Is Baltimore Burning?


 
Several years ago a good friend and  I put together a document packet for use in the schools on the 1967 riots in Cambridge, Maryland, and the 1968 riots in Baltimore, which we later updated to include the work of a University of Baltimore conference on the topic.  We called it "Is Baltimore Burning?" as an allusion to the cable Hitler sent to his commanding general in Paris as the Allies approached the city.

Perhaps the most telling document we provided was an unauthorized recording of a meeting Governor Agnew held with the black leadership of Baltimore which I found buried in the video archives of the University of Baltimore.   In it, Keiffer Mitchell's grandmother was not allowed to speak or ask questions of the Governor who proceeded to berate those present as not only not doing enough to quell the disturbances, but also pointed the finger of blame at them.

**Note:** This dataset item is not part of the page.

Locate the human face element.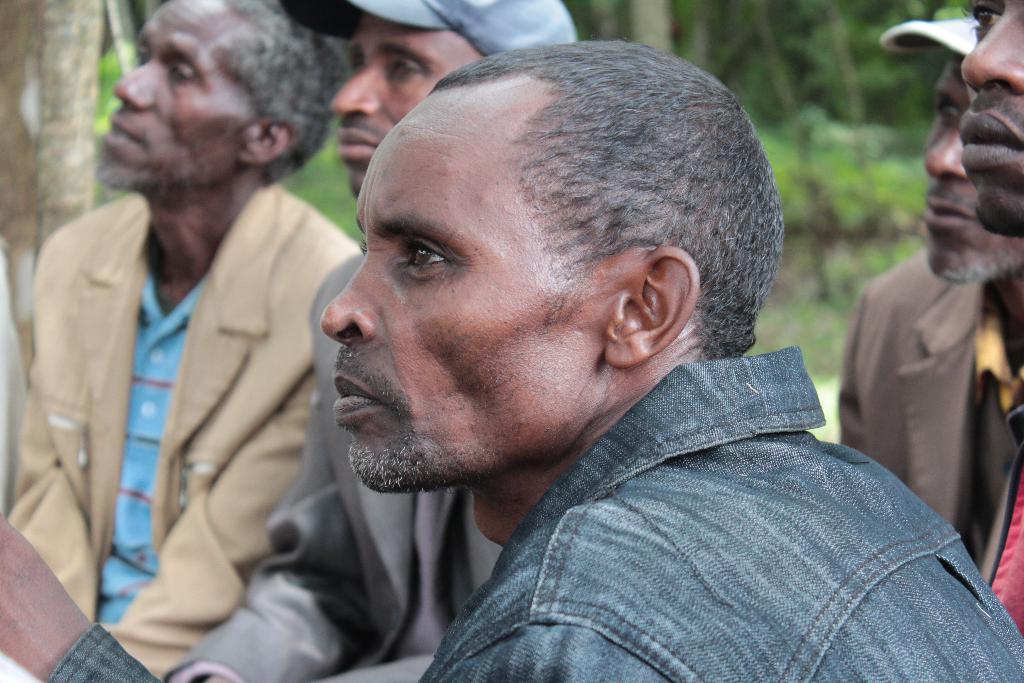
Element bbox: [330,7,481,198].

A lot has changed for the better since that sad day in 1968 when a white governor displayed his racism and ignorance with such reckless abandon and to such ill effect.  Juanita Jackson Mitchell's grandson, Keiffer is on Governor Hogan's staff, giving advice and helping the Hogan administration to realize that the problem of the recent riots are deep seated, extending back to the days of slavery when the predominant political and social structure perceived of blacks as inferior creatures, only capable of serving their white masters in perpetuity.

It serves no useful purpose  to re-state the obvious here.  President Obama has been most eloquent on the problems facing American society today and the only solutions: affordable education, employment that proves meaningful and remunerative, and strengthening community values that help our children realize that the principal aim in life should be a concern for the health and welfare of others, not self-gratification and a license to attack the defenseless, or stealing several pairs of Nike's.  The real Purge that needs to take place in our world today should not be a license for crime at any time, one day or many days.  It should be a cleansing of our souls, perhaps not quite the way recommended by Eldridge Cleaver, but instead rooted more in understanding the past and making the present better through informed discussion, negotiation, peaceful demonstrations, and legally binding action.

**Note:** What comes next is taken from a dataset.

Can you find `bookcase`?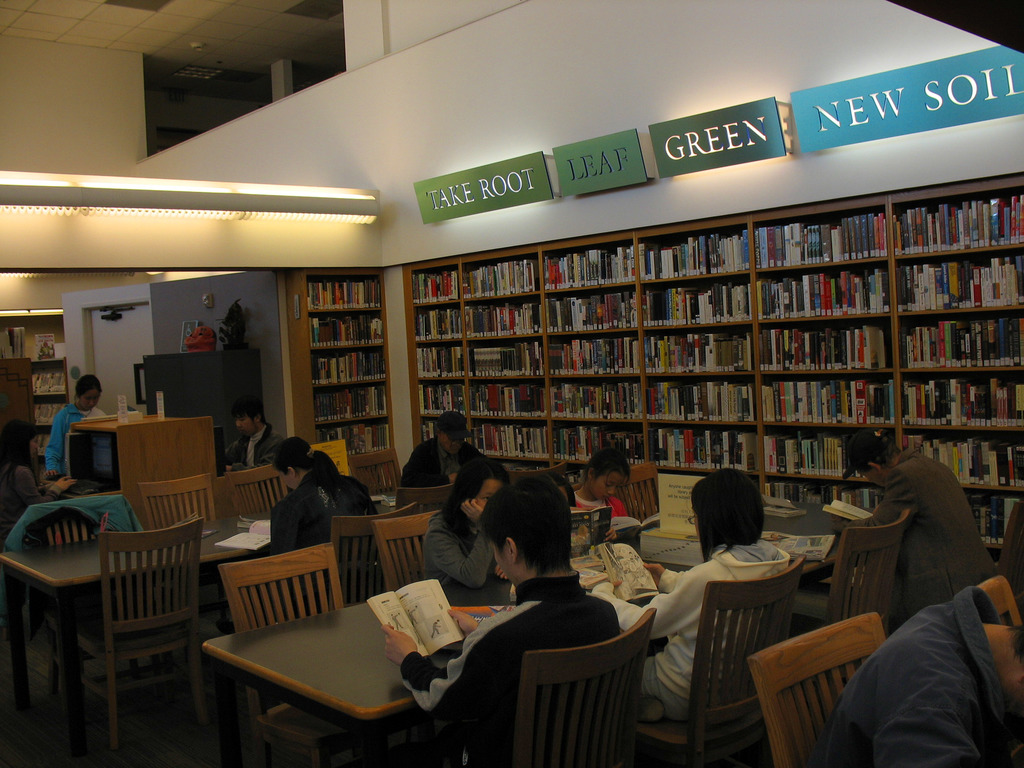
Yes, bounding box: (left=28, top=356, right=69, bottom=465).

Civil rights activist H. Rap Brown, center, is seen in this April 1968 file photo with his lawyer, William M. Kunstler, left. He is surrounded by police after his arraignment on charges of inciting a riot. (Capital, Annapolis, MD, July 24, 1992, p. A5.)

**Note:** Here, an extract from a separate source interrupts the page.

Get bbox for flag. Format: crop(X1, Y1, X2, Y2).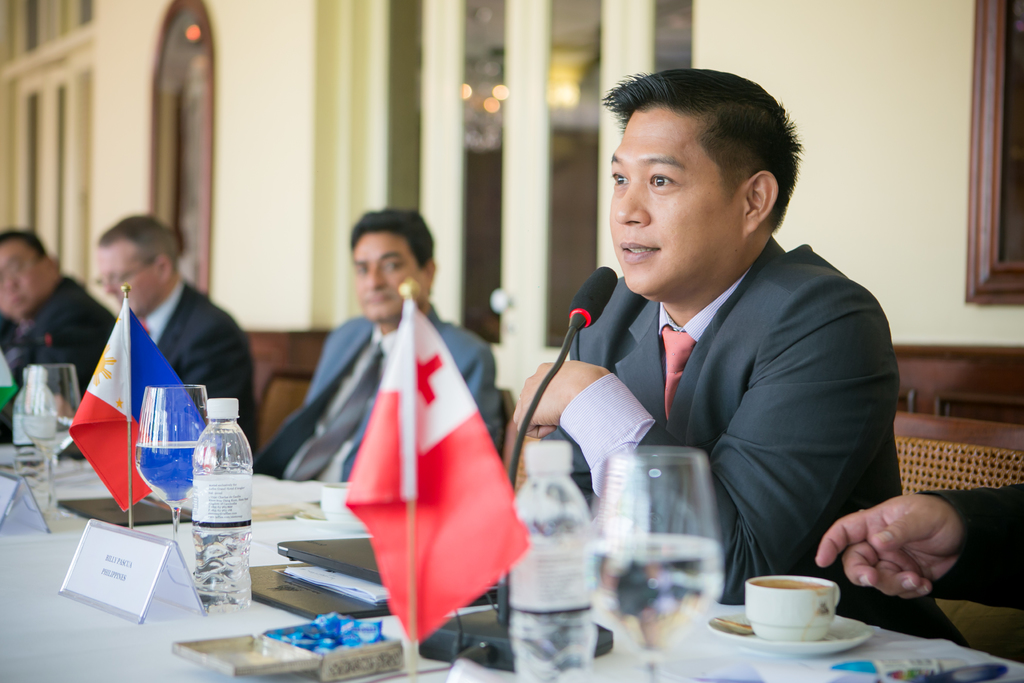
crop(341, 304, 529, 644).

We should confront the rhetoric of today's H Rap Browns with historical reflection and reasonable collective action.  We should stamp out the pernicious influence of the Bloods and the Crips, regardless of their pleas for calm, by collectively providing a viable alternative, beginning with a city wide movement in the schools, private, public, and religious, to confront the past through the surviving archives, understand it, and move beyond it without the violence and destructive presence of armed gangs.

Parts of Baltimore are burning, but in addition to putting out the fires and restoring order, it is essential that we constructively confront and overcome our past with our eye on the future.  Fortunately the Governor is listening, unlike Governor Agnew, and the Mayor took time during her efforts to manage the crisis to use it as a teaching moment at a school to those who need it the most, our children.  Would that the rest of the Schools, including the exclusive private schools of Baltimore, had done the same instead of closing yesterday in fear.

Let's bring 'civics'  and history back to the schools with an emphasis on both the past and solutions for the future.  Let's give the archives that we have a chance to assist in the teaching of what has happened and why, while providing insight and paths to do better through participation in the political process and community building.